Samuel leaned into Libby, terrified at the vision.

“It's all right,” she whispered. She had seen the dance before. “He will come back together as one. Watch now.”

The man's legs danced back to the centre of the rope, just as the man's body did, turning and turning until his hips and stomach joined back together. The two other men dropped the rope and the dancer was whole again. Her grandfather patted her hand, and Libby understood why he had asked her to watch this dance. This was her son's nature and perhaps her own nature now: like this man, Samuel was not of one spirit, but two, of two worlds.

“The mystery has control of the boy,” he told her. “I may have been able to help him if you had brought him to me sooner, but Samuel's spirit is already well down the spirit trail. I can walk that path only so far. And no one can walk to its end and return. We only make that journey after we die.”

“Then how do I save Samuel?” she asked. “How do I bring him home?”

“If there is a way,” he said finally, “the boy would know. Ask the mystery within him.”

“He told us to let him go back to the river.”

“Samuel is too young,” her grandfather told her. “The mystery can't complete his mission through him. He wants to go home. If you take the boy to the river, the mystery
will
release the boy, in the way your husband lets fish go when
he doesn't want them, when they're too old or too small. He'll slip from the boy and swim away into the river.”

“And if Samuel's spirit doesn't return to his body?”

“Samuel will drown.”

“I won't let my son die.”

“Are you willing to walk the spirit trail yourself to lead him back home?”

Libby didn't give him an answer. Her grandfather didn't expect one. He knew the depths of a mother's love.

The old man gently smoothed the hair on Samuel's head. His hand smelled of smoke and cedar. And from the smoke of a darkened corner, Libby's grandmother appeared, dressed as an eagle, holding an eagle feather, to sing and to dance in circles around the fire, swooping, lifting and descending as an eagle would.

“My wife is a powerful shaman,” the old man told Samuel. “She gains her power from her guardian, the eagle. The eagle soars so high, she can see the whole river of our lives: what's come before, what's here now, what's ahead for us. She warns us to what's coming, so we can ready ourselves. These are the gifts the eagle gives my wife. These are the gifts my wife brings to our people. She dreams the future. She tells us we're entering a time of terrible change. Watch now.”

The old woman raised her arms and downy eagle feathers manifested from the black above their heads to flutter down like snow. The feathers went on falling as long as she danced. Libby looked up through smoke and falling eagle feathers to the ladder that led to the hole at the centre of
the ceiling, the men's entrance to the pit house, to see her husband's face looking down.

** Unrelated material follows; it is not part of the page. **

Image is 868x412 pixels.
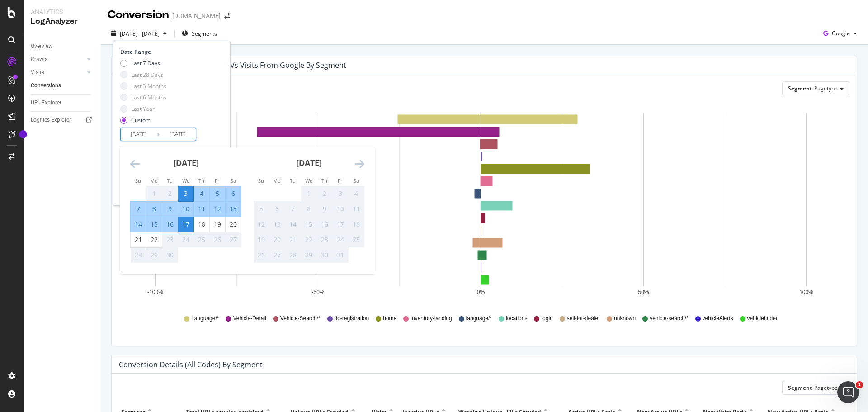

Hannah looked up to the crow that watched them from the tree above. “So Libby would have to die to save her son. Did she? Did Libby die for him?”

Alex shook his head. “She didn't get the chance. That day Eugene found her at the gathering inside her family's
kekuli
, he dragged Samuel out and told Libby to go live with her sister. He thought she was poisoning Samuel with the old ways.”